Customer Reviews for Love Cd "Orange, sugar, chocolate, hot cinnamon and lovely things and you..." Rating: If nothing else, Love's debut is probably the group's coolest album. For one thing, its cover is a wonderful addition to the "mid 60s sneering rock star" sweeps (the mid 60s were a great time for sneers). Of course, Dylan and the Stones still have a lock on first and second place, but these guys are still up there. On top of that, the album's aesthetic is just wicked awesome: It's a combination of disaffected garage punk, dreamy proto-psych, Byrds influenced folk rock, and smart, soulful pop. Arthur Lee's vocals are perched somewhere between wildcat and wise man, while John Echols' and Bryan MacLean's guitar runs jangle and scream. Combine that with the suitably loose `n' ready rhythm section of Ken Forssi and Alban Pfisterer (oh, of only I could pick my last name!), and you've got yourself a hipper-than-hip li'l rock outfit.
The songs are cool, too. "My Little Red Book" makes the grade by virtue of being a garage punk cover of a Burt Bacharach tune, but authorship and style aside, it's still a great tune. It's got this great throbbing bass/drum/rhythm guitar thing going, and Lee's throaty bellow is just about perfect. Elsewhere, we've got a haunting drug addiction ballad with a melody that's vaguely reminiscent of "House Of The Rising Sun" ("Signed D.C."), as well as the poignant rumination of "A Message to Pretty." There's a suitably rollicking version of "Hey Joe," and a similarly rollicking, suspiciously familiar tune by the name of "My Flash On You." Best of all is Bryan's eerily beautiful "Softly To Me."

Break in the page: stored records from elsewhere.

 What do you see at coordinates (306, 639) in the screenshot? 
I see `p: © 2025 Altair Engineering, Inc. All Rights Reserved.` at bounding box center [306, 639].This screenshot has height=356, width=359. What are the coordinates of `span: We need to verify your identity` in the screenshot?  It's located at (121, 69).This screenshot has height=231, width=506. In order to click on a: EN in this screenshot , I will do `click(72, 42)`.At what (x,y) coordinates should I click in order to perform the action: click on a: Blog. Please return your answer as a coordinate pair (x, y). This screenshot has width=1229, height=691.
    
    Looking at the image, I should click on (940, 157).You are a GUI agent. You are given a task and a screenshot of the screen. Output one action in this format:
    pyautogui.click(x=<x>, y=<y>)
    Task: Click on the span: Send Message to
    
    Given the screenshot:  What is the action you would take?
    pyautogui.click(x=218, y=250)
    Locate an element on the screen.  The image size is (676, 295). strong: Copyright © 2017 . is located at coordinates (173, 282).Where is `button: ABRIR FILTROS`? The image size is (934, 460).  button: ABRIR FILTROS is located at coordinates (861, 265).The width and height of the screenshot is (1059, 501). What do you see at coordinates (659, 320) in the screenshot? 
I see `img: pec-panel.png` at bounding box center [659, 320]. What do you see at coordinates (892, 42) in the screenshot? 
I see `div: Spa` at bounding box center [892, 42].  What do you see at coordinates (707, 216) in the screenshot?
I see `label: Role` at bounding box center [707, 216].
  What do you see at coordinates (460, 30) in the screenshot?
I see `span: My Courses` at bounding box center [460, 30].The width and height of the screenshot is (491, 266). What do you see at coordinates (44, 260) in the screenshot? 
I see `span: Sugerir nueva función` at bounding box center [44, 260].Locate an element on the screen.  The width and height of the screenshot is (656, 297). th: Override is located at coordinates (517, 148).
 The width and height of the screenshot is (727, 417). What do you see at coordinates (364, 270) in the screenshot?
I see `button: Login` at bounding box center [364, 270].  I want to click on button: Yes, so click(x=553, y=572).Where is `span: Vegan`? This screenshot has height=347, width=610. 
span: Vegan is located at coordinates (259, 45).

This probably won't be your favorite Love album- people tend to prefer Forever Changes- but it's still a great debut, and a wonderful rock album in its own right.
Editorial Reviews for Love Audio Cd Album Details 1988 Issue of the 1966 Psychedelic Classic Album from Arthur Lee and Company. The Printed Side of the CD is in the Fabled "Target" Format, as the Master Used for this Issue was Taken Directly from the Two Track Mixdown, Valuable to Many Collectors.